Gershwin, Price, Copland- This concert takes the cake

This week’s Masterworks performances are sure to take the cake. The KSO 2017-18 season comes to a close this Thursday and Friday with “Rhapsody in Blue.” Performances are at 7:30 p.m. at the Tennessee Theatre with a pre-concert chat at 6:30. Tickets here.

Pianist Michelle Cann joins the Orchestra for not one but two piano concerti – both Gershwin’s infamous “Rhapsody in Blue,”  and ‘Piano Concerto in One Movement’ by Florence Price, a lesser known composer whose work is beginning to make a come back.
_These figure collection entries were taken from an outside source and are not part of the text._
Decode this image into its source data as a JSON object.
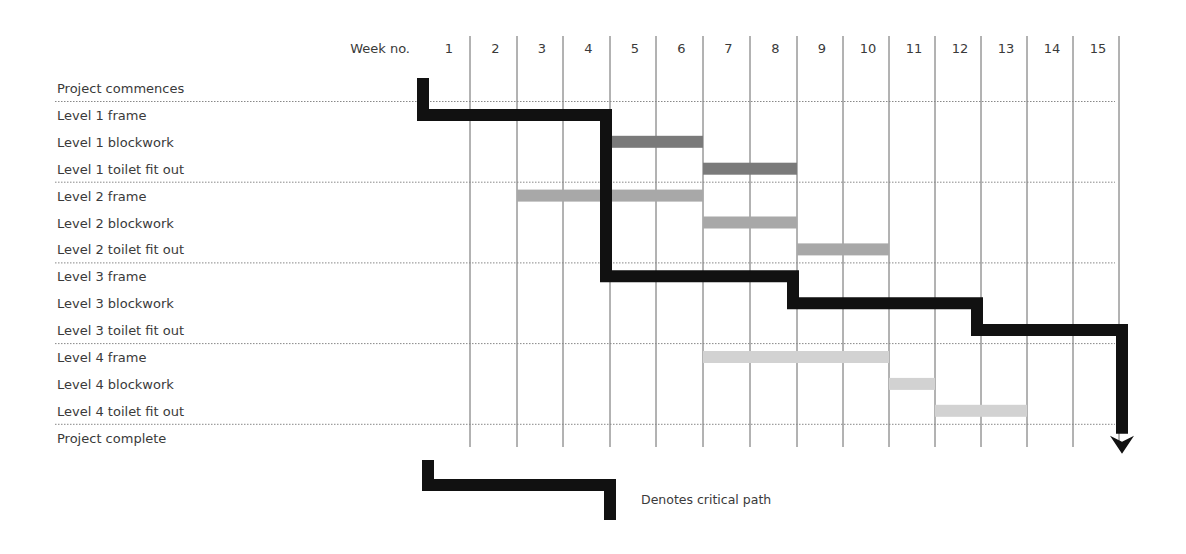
{
  "chart_data": {
    "type": "gantt",
    "title": "",
    "header_label": "Week no.",
    "weeks": [
      1,
      2,
      3,
      4,
      5,
      6,
      7,
      8,
      9,
      10,
      11,
      12,
      13,
      14,
      15
    ],
    "tasks": [
      {
        "name": "Project commences",
        "start": null,
        "end": null,
        "shade": null
      },
      {
        "name": "Level 1 frame",
        "start": 1,
        "end": 4,
        "shade": "critical"
      },
      {
        "name": "Level 1 blockwork",
        "start": 5,
        "end": 6,
        "shade": "dark"
      },
      {
        "name": "Level 1 toilet fit out",
        "start": 7,
        "end": 8,
        "shade": "dark"
      },
      {
        "name": "Level 2 frame",
        "start": 3,
        "end": 6,
        "shade": "medium"
      },
      {
        "name": "Level 2 blockwork",
        "start": 7,
        "end": 8,
        "shade": "medium"
      },
      {
        "name": "Level 2 toilet fit out",
        "start": 9,
        "end": 10,
        "shade": "medium"
      },
      {
        "name": "Level 3 frame",
        "start": 5,
        "end": 8,
        "shade": "critical"
      },
      {
        "name": "Level 3 blockwork",
        "start": 9,
        "end": 12,
        "shade": "critical"
      },
      {
        "name": "Level 3 toilet fit out",
        "start": 13,
        "end": 15,
        "shade": "critical"
      },
      {
        "name": "Level 4 frame",
        "start": 7,
        "end": 10,
        "shade": "light"
      },
      {
        "name": "Level 4 blockwork",
        "start": 11,
        "end": 11,
        "shade": "light"
      },
      {
        "name": "Level 4 toilet fit out",
        "start": 12,
        "end": 13,
        "shade": "light"
      },
      {
        "name": "Project complete",
        "start": null,
        "end": null,
        "shade": null
      }
    ],
    "critical_path": [
      "Level 1 frame",
      "Level 3 frame",
      "Level 3 blockwork",
      "Level 3 toilet fit out",
      "Project complete"
    ],
    "legend": [
      {
        "symbol": "critical-path-line",
        "label": "Denotes critical path"
      }
    ],
    "colors": {
      "critical": "#111111",
      "dark": "#7a7a7a",
      "medium": "#a8a8a8",
      "light": "#d2d2d2",
      "grid": "#666666",
      "divider": "#888888"
    },
    "grid": true,
    "legend_position": "bottom"
  },
  "legend": {
    "label": "Denotes critical path"
  }
}
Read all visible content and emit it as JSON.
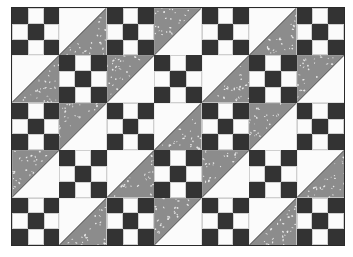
{
  "quilt": {
    "title": "",
    "rows": 5,
    "cols": 7,
    "colors": {
      "dark": "#333333",
      "light": "#fbfbfb",
      "print": "#8c8c8c",
      "print_fleck": "#e6e6e6",
      "seam": "#1e1e1e"
    },
    "blocks": [
      [
        "nine-patch",
        "hst-white-top-left",
        "nine-patch",
        "hst-gray-top-left",
        "nine-patch",
        "hst-white-top-left",
        "nine-patch"
      ],
      [
        "hst-white-top-left",
        "nine-patch",
        "hst-gray-top-left",
        "nine-patch",
        "hst-white-top-left",
        "nine-patch",
        "hst-gray-top-left"
      ],
      [
        "nine-patch",
        "hst-gray-top-left",
        "nine-patch",
        "hst-white-top-left",
        "nine-patch",
        "hst-gray-top-left",
        "nine-patch"
      ],
      [
        "hst-gray-top-left",
        "nine-patch",
        "hst-white-top-left",
        "nine-patch",
        "hst-gray-top-left",
        "nine-patch",
        "hst-white-top-left"
      ],
      [
        "nine-patch",
        "hst-white-top-left",
        "nine-patch",
        "hst-gray-top-left",
        "nine-patch",
        "hst-white-top-left",
        "nine-patch"
      ]
    ],
    "nine_patch_pattern": [
      "d",
      "l",
      "d",
      "l",
      "d",
      "l",
      "d",
      "l",
      "d"
    ]
  }
}
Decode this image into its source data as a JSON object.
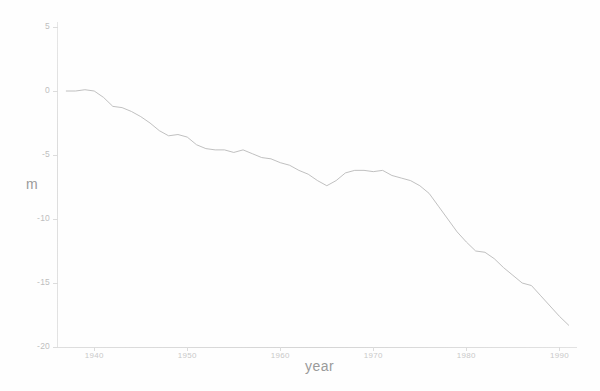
{
  "chart_data": {
    "type": "line",
    "title": "",
    "xlabel": "year",
    "ylabel": "m",
    "xlim": [
      1936,
      1992
    ],
    "ylim": [
      -20,
      5
    ],
    "grid": false,
    "legend": null,
    "xticks": [
      1940,
      1950,
      1960,
      1970,
      1980,
      1990
    ],
    "xtick_labels": [
      "1940",
      "1950",
      "1960",
      "1970",
      "1980",
      "1990"
    ],
    "yticks": [
      5,
      0,
      -5,
      -10,
      -15,
      -20
    ],
    "ytick_labels": [
      "5",
      "0",
      "-5",
      "-10",
      "-15",
      "-20"
    ],
    "series": [
      {
        "name": "cumulative mass balance",
        "x": [
          1937,
          1938,
          1939,
          1940,
          1941,
          1942,
          1943,
          1944,
          1945,
          1946,
          1947,
          1948,
          1949,
          1950,
          1951,
          1952,
          1953,
          1954,
          1955,
          1956,
          1957,
          1958,
          1959,
          1960,
          1961,
          1962,
          1963,
          1964,
          1965,
          1966,
          1967,
          1968,
          1969,
          1970,
          1971,
          1972,
          1973,
          1974,
          1975,
          1976,
          1977,
          1978,
          1979,
          1980,
          1981,
          1982,
          1983,
          1984,
          1985,
          1986,
          1987,
          1988,
          1989,
          1990,
          1991
        ],
        "values": [
          0.0,
          0.0,
          0.1,
          0.0,
          -0.5,
          -1.2,
          -1.3,
          -1.6,
          -2.0,
          -2.5,
          -3.1,
          -3.5,
          -3.4,
          -3.6,
          -4.2,
          -4.5,
          -4.6,
          -4.6,
          -4.8,
          -4.6,
          -4.9,
          -5.2,
          -5.3,
          -5.6,
          -5.8,
          -6.2,
          -6.5,
          -7.0,
          -7.4,
          -7.0,
          -6.4,
          -6.2,
          -6.2,
          -6.3,
          -6.2,
          -6.6,
          -6.8,
          -7.0,
          -7.4,
          -8.0,
          -9.0,
          -10.0,
          -11.0,
          -11.8,
          -12.5,
          -12.6,
          -13.1,
          -13.8,
          -14.4,
          -15.0,
          -15.2,
          -16.0,
          -16.8,
          -17.6,
          -18.3
        ]
      }
    ]
  },
  "axis": {
    "y_title": "m",
    "x_title": "year"
  }
}
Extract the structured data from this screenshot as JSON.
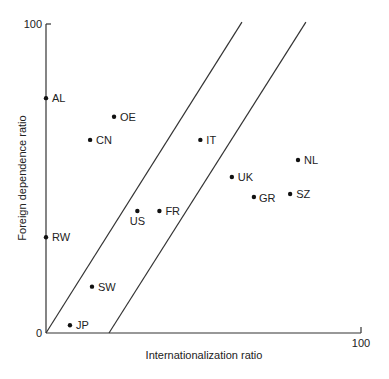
{
  "chart_data": {
    "type": "scatter",
    "title": "",
    "xlabel": "Internationalization ratio",
    "ylabel": "Foreign dependence ratio",
    "xlim": [
      0,
      100
    ],
    "ylim": [
      0,
      100
    ],
    "x_ticks": [
      "0",
      "100"
    ],
    "y_ticks": [
      "0",
      "100"
    ],
    "grid": false,
    "legend": null,
    "points": [
      {
        "label": "AL",
        "x": 0,
        "y": 76
      },
      {
        "label": "OE",
        "x": 21.6,
        "y": 70
      },
      {
        "label": "CN",
        "x": 14,
        "y": 62.5
      },
      {
        "label": "IT",
        "x": 49,
        "y": 62.5
      },
      {
        "label": "NL",
        "x": 80,
        "y": 56
      },
      {
        "label": "UK",
        "x": 59,
        "y": 50.5
      },
      {
        "label": "GR",
        "x": 66,
        "y": 44
      },
      {
        "label": "SZ",
        "x": 77.5,
        "y": 45
      },
      {
        "label": "US",
        "x": 29,
        "y": 39.5
      },
      {
        "label": "FR",
        "x": 36,
        "y": 39.5
      },
      {
        "label": "RW",
        "x": 0,
        "y": 31
      },
      {
        "label": "SW",
        "x": 14.6,
        "y": 15
      },
      {
        "label": "JP",
        "x": 7.6,
        "y": 2.5
      }
    ],
    "reference_lines": [
      {
        "name": "upper-diagonal",
        "from": [
          0,
          0
        ],
        "to": [
          62.2,
          100.6
        ]
      },
      {
        "name": "lower-diagonal",
        "from": [
          20,
          0
        ],
        "to": [
          82.5,
          100.6
        ]
      }
    ]
  },
  "axes": {
    "x_label": "Internationalization ratio",
    "y_label": "Foreign dependence ratio",
    "origin_label": "0",
    "x_max_label": "100",
    "y_max_label": "100"
  }
}
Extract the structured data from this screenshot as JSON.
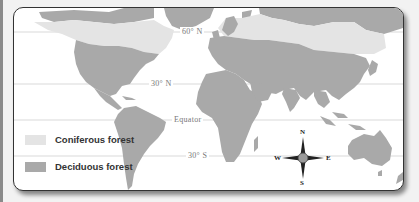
{
  "map": {
    "title": "",
    "type": "world forest distribution map",
    "colors": {
      "background": "#ffffff",
      "coniferous": "#e4e4e4",
      "deciduous": "#a9a9a9",
      "other_land": "#a9a9a9",
      "gridline": "#c8c8c8",
      "frame": "#333333"
    },
    "latitude_lines": [
      {
        "label": "60° N",
        "id": "lat-60n"
      },
      {
        "label": "30° N",
        "id": "lat-30n"
      },
      {
        "label": "Equator",
        "id": "equator"
      },
      {
        "label": "30° S",
        "id": "lat-30s"
      }
    ],
    "legend": [
      {
        "label": "Coniferous forest",
        "color": "#e4e4e4"
      },
      {
        "label": "Deciduous forest",
        "color": "#a9a9a9"
      }
    ],
    "compass": {
      "icon": "compass-rose-icon",
      "north": "N",
      "south": "S",
      "east": "E",
      "west": "W"
    }
  }
}
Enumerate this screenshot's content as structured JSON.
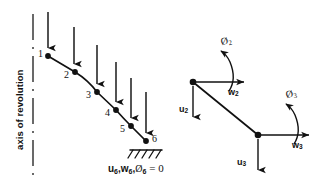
{
  "figure": {
    "type": "engineering-diagram",
    "background_color": "#ffffff",
    "ink_color": "#111111"
  },
  "left_panel": {
    "axis_label": "axis of revolution",
    "axis_line_style": "dash-dot vertical",
    "node_numbers": [
      "1",
      "2",
      "3",
      "4",
      "5",
      "6"
    ],
    "load_arrows_count": 6,
    "load_direction": "downward",
    "support": {
      "type": "fixed-hatched",
      "at_node": "6"
    },
    "boundary_condition": {
      "u": "u",
      "u_sub": "6",
      "w": "w",
      "w_sub": "6",
      "phi": "Ø",
      "phi_sub": "6",
      "equals": "= 0",
      "full_text": "u6,w6,Ø6 = 0"
    }
  },
  "right_panel": {
    "caption": "element nodal degrees of freedom",
    "nodes": [
      {
        "id": "node-2",
        "dofs": [
          {
            "name": "u",
            "sub": "2",
            "kind": "translation",
            "direction": "down"
          },
          {
            "name": "w",
            "sub": "2",
            "kind": "translation",
            "direction": "right"
          },
          {
            "name": "Ø",
            "sub": "2",
            "kind": "rotation",
            "direction": "counterclockwise"
          }
        ]
      },
      {
        "id": "node-3",
        "dofs": [
          {
            "name": "u",
            "sub": "3",
            "kind": "translation",
            "direction": "down"
          },
          {
            "name": "w",
            "sub": "3",
            "kind": "translation",
            "direction": "right"
          },
          {
            "name": "Ø",
            "sub": "3",
            "kind": "rotation",
            "direction": "counterclockwise"
          }
        ]
      }
    ]
  },
  "labels": {
    "axis_of_revolution": "axis of revolution",
    "n1": "1",
    "n2": "2",
    "n3": "3",
    "n4": "4",
    "n5": "5",
    "n6": "6",
    "u2": "u",
    "u2_sub": "2",
    "w2": "w",
    "w2_sub": "2",
    "phi2": "Ø",
    "phi2_sub": "2",
    "u3": "u",
    "u3_sub": "3",
    "w3": "w",
    "w3_sub": "3",
    "phi3": "Ø",
    "phi3_sub": "3",
    "bc_u": "u",
    "bc_u_sub": "6",
    "bc_sep1": ",",
    "bc_w": "w",
    "bc_w_sub": "6",
    "bc_sep2": ",",
    "bc_phi": "Ø",
    "bc_phi_sub": "6",
    "bc_eq": "= 0"
  }
}
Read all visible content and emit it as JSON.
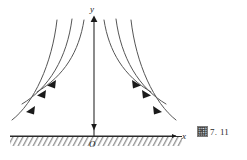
{
  "figure": {
    "caption_glyph": "图",
    "caption_text": "7. 11",
    "axis": {
      "y_label": "y",
      "x_label": "x",
      "origin_label": "O"
    },
    "colors": {
      "curve": "#555555",
      "axis": "#2b2b2b",
      "hatch": "#6e6e6e",
      "background": "#ffffff",
      "arrow": "#1a1a1a"
    }
  },
  "chart_data": {
    "type": "line",
    "title": "",
    "subtitle": "",
    "xlabel": "x",
    "ylabel": "y",
    "grid": false,
    "legend": "none",
    "axis_ranges": {
      "x_axis_y_pixel": 136,
      "y_axis_x_pixel": 94,
      "x_axis_from": 10,
      "x_axis_to": 182,
      "y_axis_from_top": 18
    },
    "origin_px": {
      "x": 94,
      "y": 136
    },
    "series": [
      {
        "name": "left-curve-1",
        "side": "left",
        "path": "M 84,20 C 79,52 64,76 37,92",
        "arrow_at": {
          "x": 50,
          "y": 84,
          "angle": 208
        }
      },
      {
        "name": "left-curve-2",
        "side": "left",
        "path": "M 72,19 C 67,58 49,88 22,104",
        "arrow_at": {
          "x": 40,
          "y": 94,
          "angle": 210
        }
      },
      {
        "name": "left-curve-3",
        "side": "left",
        "path": "M 57,20 C 52,64 34,103 12,120",
        "arrow_at": {
          "x": 29,
          "y": 110,
          "angle": 214
        }
      },
      {
        "name": "right-curve-1",
        "side": "right",
        "path": "M 104,20 C 109,52 124,76 151,92",
        "arrow_at": {
          "x": 138,
          "y": 84,
          "angle": 332
        }
      },
      {
        "name": "right-curve-2",
        "side": "right",
        "path": "M 116,19 C 121,58 139,88 166,104",
        "arrow_at": {
          "x": 148,
          "y": 94,
          "angle": 330
        }
      },
      {
        "name": "right-curve-3",
        "side": "right",
        "path": "M 131,20 C 136,64 154,103 176,120",
        "arrow_at": {
          "x": 159,
          "y": 110,
          "angle": 326
        }
      },
      {
        "name": "y-axis-flow",
        "side": "center",
        "path": "M 94,18 L 94,136",
        "arrow_at": {
          "x": 94,
          "y": 120,
          "angle": 90
        }
      }
    ]
  }
}
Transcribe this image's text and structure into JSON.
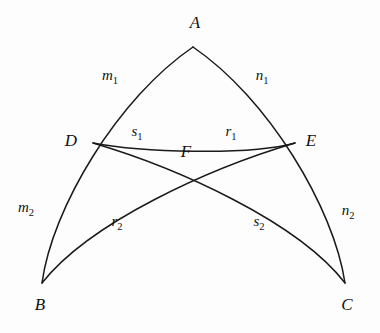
{
  "figure": {
    "kind": "geometric-diagram",
    "background_color": "#fdfdfd",
    "stroke_color": "#1a1a1a",
    "text_color": "#111111"
  },
  "vertices": [
    {
      "id": "A",
      "label": "A",
      "x": 193,
      "y": 47,
      "label_x": 195,
      "label_y": 28
    },
    {
      "id": "B",
      "label": "B",
      "x": 42,
      "y": 283,
      "label_x": 40,
      "label_y": 310
    },
    {
      "id": "C",
      "label": "C",
      "x": 345,
      "y": 283,
      "label_x": 347,
      "label_y": 310
    },
    {
      "id": "D",
      "label": "D",
      "x": 93,
      "y": 143,
      "label_x": 71,
      "label_y": 146
    },
    {
      "id": "E",
      "label": "E",
      "x": 295,
      "y": 143,
      "label_x": 311,
      "label_y": 146
    },
    {
      "id": "F",
      "label": "F",
      "x": 192,
      "y": 166,
      "label_x": 186,
      "label_y": 157
    }
  ],
  "segments": [
    {
      "id": "m1",
      "base": "m",
      "sub": "1",
      "label": "m₁",
      "from": "D",
      "to": "A",
      "label_x": 110,
      "label_y": 80
    },
    {
      "id": "n1",
      "base": "n",
      "sub": "1",
      "label": "n₁",
      "from": "A",
      "to": "E",
      "label_x": 262,
      "label_y": 80
    },
    {
      "id": "m2",
      "base": "m",
      "sub": "2",
      "label": "m₂",
      "from": "B",
      "to": "D",
      "label_x": 26,
      "label_y": 212
    },
    {
      "id": "n2",
      "base": "n",
      "sub": "2",
      "label": "n₂",
      "from": "E",
      "to": "C",
      "label_x": 348,
      "label_y": 215
    },
    {
      "id": "s1",
      "base": "s",
      "sub": "1",
      "label": "s₁",
      "from": "D",
      "to": "F",
      "label_x": 137,
      "label_y": 136
    },
    {
      "id": "r1",
      "base": "r",
      "sub": "1",
      "label": "r₁",
      "from": "F",
      "to": "E",
      "label_x": 231,
      "label_y": 136
    },
    {
      "id": "r2",
      "base": "r",
      "sub": "2",
      "label": "r₂",
      "from": "B",
      "to": "F",
      "label_x": 117,
      "label_y": 226
    },
    {
      "id": "s2",
      "base": "s",
      "sub": "2",
      "label": "s₂",
      "from": "F",
      "to": "C",
      "label_x": 259,
      "label_y": 226
    }
  ],
  "arcs": [
    {
      "id": "arc-BA",
      "name": "side-BA",
      "from": "B",
      "to": "A",
      "path": "M 42 283 C 52 208 118 98 193 47"
    },
    {
      "id": "arc-AC",
      "name": "side-AC",
      "from": "A",
      "to": "C",
      "path": "M 193 47 C 268 98 334 208 345 283"
    },
    {
      "id": "arc-DE",
      "name": "cevian-chord-DE",
      "from": "D",
      "to": "E",
      "path": "M 93 143 C 140 152 248 156 295 143"
    },
    {
      "id": "arc-BE",
      "name": "cevian-BE",
      "from": "B",
      "to": "E",
      "path": "M 42 283 C 90 222 210 168 295 143"
    },
    {
      "id": "arc-DC",
      "name": "cevian-DC",
      "from": "D",
      "to": "C",
      "path": "M 93 143 C 178 168 298 222 345 283"
    }
  ]
}
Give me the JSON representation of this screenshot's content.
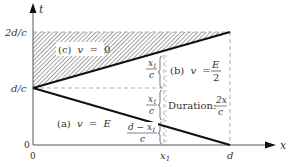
{
  "axes": {
    "x_label": "x",
    "t_label": "t",
    "origin_x_label": "0",
    "origin_t_label": "0"
  },
  "t_ticks": {
    "two_d_over_c": "2d/c",
    "d_over_c": "d/c"
  },
  "x_ticks": {
    "x1": "x",
    "x1_sub": "1",
    "d": "d"
  },
  "regions": {
    "c": {
      "prefix": "(c)",
      "var": "v",
      "eq": "=",
      "value": "0"
    },
    "b": {
      "prefix": "(b)",
      "var": "v",
      "eq": "=",
      "num": "E",
      "den": "2"
    },
    "a": {
      "prefix": "(a)",
      "var": "v",
      "eq": "=",
      "value": "E"
    }
  },
  "brace_labels": {
    "upper": {
      "num": "x",
      "num_sub": "1",
      "den": "c"
    },
    "middle": {
      "num": "x",
      "num_sub": "1",
      "den": "c"
    },
    "lower": {
      "num": "d − x",
      "num_sub": "1",
      "den": "c"
    }
  },
  "duration": {
    "label": "Duration:",
    "num": "2x",
    "den": "c"
  },
  "colors": {
    "line": "#111111",
    "dashed": "#888888",
    "hatch": "#555555",
    "text": "#333333"
  }
}
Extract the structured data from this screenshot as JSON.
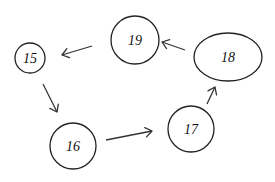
{
  "diagram": {
    "type": "directed-graph",
    "colors": {
      "stroke": "#222222",
      "background": "#ffffff",
      "text": "#111111"
    },
    "nodes": [
      {
        "id": "15",
        "label": "15",
        "shape": "circle",
        "cx": 30,
        "cy": 58,
        "rx": 15,
        "ry": 15
      },
      {
        "id": "19",
        "label": "19",
        "shape": "circle",
        "cx": 135,
        "cy": 40,
        "rx": 24,
        "ry": 24
      },
      {
        "id": "18",
        "label": "18",
        "shape": "ellipse",
        "cx": 228,
        "cy": 57,
        "rx": 34,
        "ry": 24
      },
      {
        "id": "16",
        "label": "16",
        "shape": "circle",
        "cx": 73,
        "cy": 146,
        "rx": 23,
        "ry": 23
      },
      {
        "id": "17",
        "label": "17",
        "shape": "circle",
        "cx": 191,
        "cy": 129,
        "rx": 23,
        "ry": 23
      }
    ],
    "edges": [
      {
        "from": "18",
        "to": "19",
        "x1": 185,
        "y1": 50,
        "x2": 162,
        "y2": 42
      },
      {
        "from": "19",
        "to": "15",
        "x1": 92,
        "y1": 46,
        "x2": 62,
        "y2": 55
      },
      {
        "from": "15",
        "to": "16",
        "x1": 43,
        "y1": 84,
        "x2": 57,
        "y2": 112
      },
      {
        "from": "16",
        "to": "17",
        "x1": 106,
        "y1": 140,
        "x2": 152,
        "y2": 131
      },
      {
        "from": "17",
        "to": "18",
        "x1": 207,
        "y1": 104,
        "x2": 215,
        "y2": 87
      }
    ]
  }
}
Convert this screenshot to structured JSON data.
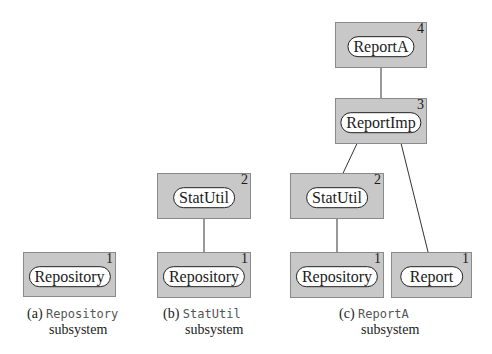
{
  "colors": {
    "box_fill": "#c8c8c8",
    "pill_fill": "#ffffff",
    "line": "#333333"
  },
  "panels": [
    {
      "id": "a",
      "caption": {
        "label": "(a)",
        "name": "Repository",
        "suffix": "subsystem"
      },
      "components": [
        {
          "name": "Repository",
          "level": "1"
        }
      ]
    },
    {
      "id": "b",
      "caption": {
        "label": "(b)",
        "name": "StatUtil",
        "suffix": "subsystem"
      },
      "components": [
        {
          "name": "StatUtil",
          "level": "2"
        },
        {
          "name": "Repository",
          "level": "1"
        }
      ],
      "links": [
        {
          "from": "StatUtil",
          "to": "Repository",
          "type": "open-circle"
        }
      ]
    },
    {
      "id": "c",
      "caption": {
        "label": "(c)",
        "name": "ReportA",
        "suffix": "subsystem"
      },
      "components": [
        {
          "name": "ReportA",
          "level": "4"
        },
        {
          "name": "ReportImp",
          "level": "3"
        },
        {
          "name": "StatUtil",
          "level": "2"
        },
        {
          "name": "Repository",
          "level": "1"
        },
        {
          "name": "Report",
          "level": "1"
        }
      ],
      "links": [
        {
          "from": "ReportA",
          "to": "ReportImp",
          "type": "arrow"
        },
        {
          "from": "ReportImp",
          "to": "StatUtil",
          "type": "filled-circle"
        },
        {
          "from": "StatUtil",
          "to": "Repository",
          "type": "open-circle"
        },
        {
          "from": "ReportImp",
          "to": "Report",
          "type": "arrow"
        }
      ]
    }
  ]
}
The program opens with an upbeat treat, which will also serve as a teaser for the full production later this year. Leonard Bernstein’s Overture to Candide is a 5-minute concert opener that featuring melodies from the work, has enjoyed an independent life as one of the most popular concert pieces of the second half of the 20th century. 
Since the premiere of Rhapsody in Blue, George Gershwin became recognized not only as an important composer of Broadway and popular melodies but a force to be reckoned with in classical music.  Gershwin’s Rhapsody in Blueremains one of the most beloved and performed concert works by an American composer.

Our guest artist this week, Michelle Cann, holds degrees from the Cleveland Institute of Music and an Artist Diploma from the Curtis Institute of Music, where she later joined the staff as a Collaborative Staff Pianist. 



Florence Price was the first African American woman to have her music played by a major American orchestra when the Chicago Symphony performed her Symphony in E minor in 1933. She lived from 1887-1953 and wrote symphonies, arrangements of spirituals and folk songs. More of her music, including violin and piano concertos, was not discovered until after her death.

You don’t want to miss the second half of this program, Aaron Copland’s Symphony No. 3, which includes Fanfare for the Common Man in the fourth movement, which many will recognize. This was the first symphony Copland composed, written just after World War II and is referred to as the “Great American Symphony.”

Copland describes the first movement as “broad and expansive in character”.  The second movement serves the function of the Symphony’s lively scherzo.  Copland describes the slow-tempo third movement as “the freest of all in formal structure. Copland’s Fanfare for the Common Man serves as the introduction to the main portion of the Symphony’s finale, which journeys to a majestic close.